Date: Mon, 1 Feb 1999 14:23:02 -0500
Message-Id: <199902011923.OAA29910@envy.delorie.com>
From: DJ Delorie <dj AT delorie DOT com>
To: djgpp AT delorie DOT com
In-reply-to: <3.0.6.32.19990201010339.0084c240@pop.netaddress.com> (message
from Paul Derbyshire on Mon, 01 Feb 1999 01:03:39 -0500)
Subject: Re: Questions re: signals
References: <3 DOT 0 DOT 6 DOT 32 DOT 19990201010339 DOT 0084c240 AT pop DOT netaddress DOT com>
Reply-To: djgpp AT delorie DOT com

>    -- Is there a #define that will distinguish DJGPP 2.02 and later 
>       versions from earlier versions? Not critically important.

__DJGPP_MINOR__ is 2 for 2.02.  You should include stdio.h to make
sure you have the correct version - there's a new header that resets
it if you have an older gcc (with 2.01 coded in its specs file), and
this new header (which stdio.h in 2.02 happens to include, just for
this purpose) redefines it.

>    -- In pre-2.02, FPU exceptions are masked using _control87.
>       The info files show _control87 accepting two unsigned ints, one
>       called a 'new control word' the other a 'mask'. It isn't
>       made clear, however, how the _control87 combines these with the
>       FPU state. Like, does it OR with the 'new control word' and
>       AND with the 'mask' or what, precisely? The mailing list 
>       archives did not answer this. This IS important!

If a given bit is set in the mask, that bit of the control word
is changed to match the "new control word".  Other bits in the control
word are not changed.  I.e.:

	new = (old & ~mask) | (new & mask)

>    -- Do other Intel arch GCC development environments (Cygnus, 
>       etc.) behave consistently about the FPU? Do all support
>       a _control87 in float.h with the exact same syntax and 
>       semantics?

Maybe and no.

>    -- Non-GCC DOS and Windows compilers -- How do these manage
>       FPU exceptions?

Depends, but most of those do have _control87().  At least, Borland
does.  MS may do something incompatible here.

>    -- How are FPU exceptions managed under Linux using GCC, or 
>       using other compilers?

With signals.  It's handled in the kernel, not your program.  I don't
know what the defaults are or how to change them.
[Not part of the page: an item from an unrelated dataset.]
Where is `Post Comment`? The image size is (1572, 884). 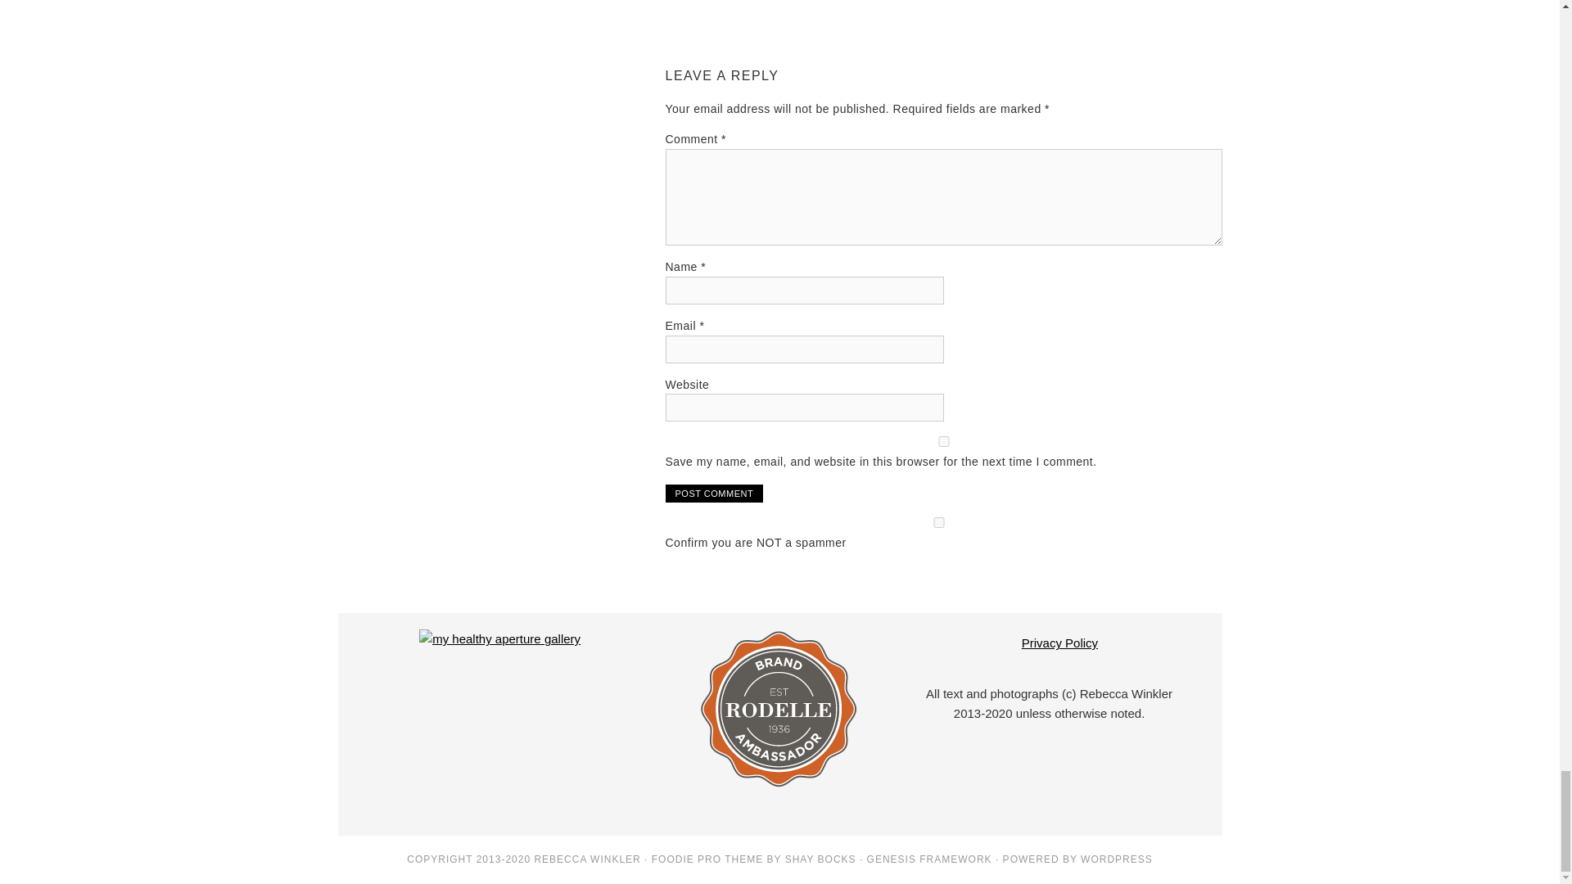 Post Comment is located at coordinates (714, 493).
> 2. The signal handling mechanism for setting signal handlers and
>    the like is uniform among POSIX-compliant development 
>    environments right?

Yes, but few implementations are truly POSIX compliant.

> 3. Is there a standard C/C++ library function to launch an external 
>    app synchronously regardless of whether the OS has multitasking 
>    support?

system()

> 4. Is there a way to launch a child program and capture stderr
>    from it, but not stdout? (I assume yes since the DJ util redir
>    must do it.) Is there such a method that is uniform across
>    many operating systems?

Not portably.  In djgpp, you must dup() your stderr to a new handle
(to save it), dup2() the new stderr to where you want, system() the
program, and dup2() your saved stderr back.

> 5. What happens to a DJGPP app if it launches a child that catches
>    a fatal signal, e.g. SIGSEGV? Is there a way to ensure that
>    the launching app stays stable and perceives it as the child
>    returning errorlevel 255? How does this translate to Linux
>    and other protected mode environments?

The parent app gets an error return, but I don't recall exactly how it
is returned.  A simple test program would tell you.

On unix-like environments, wait() returns a different status for
failed programs vs crashed programs.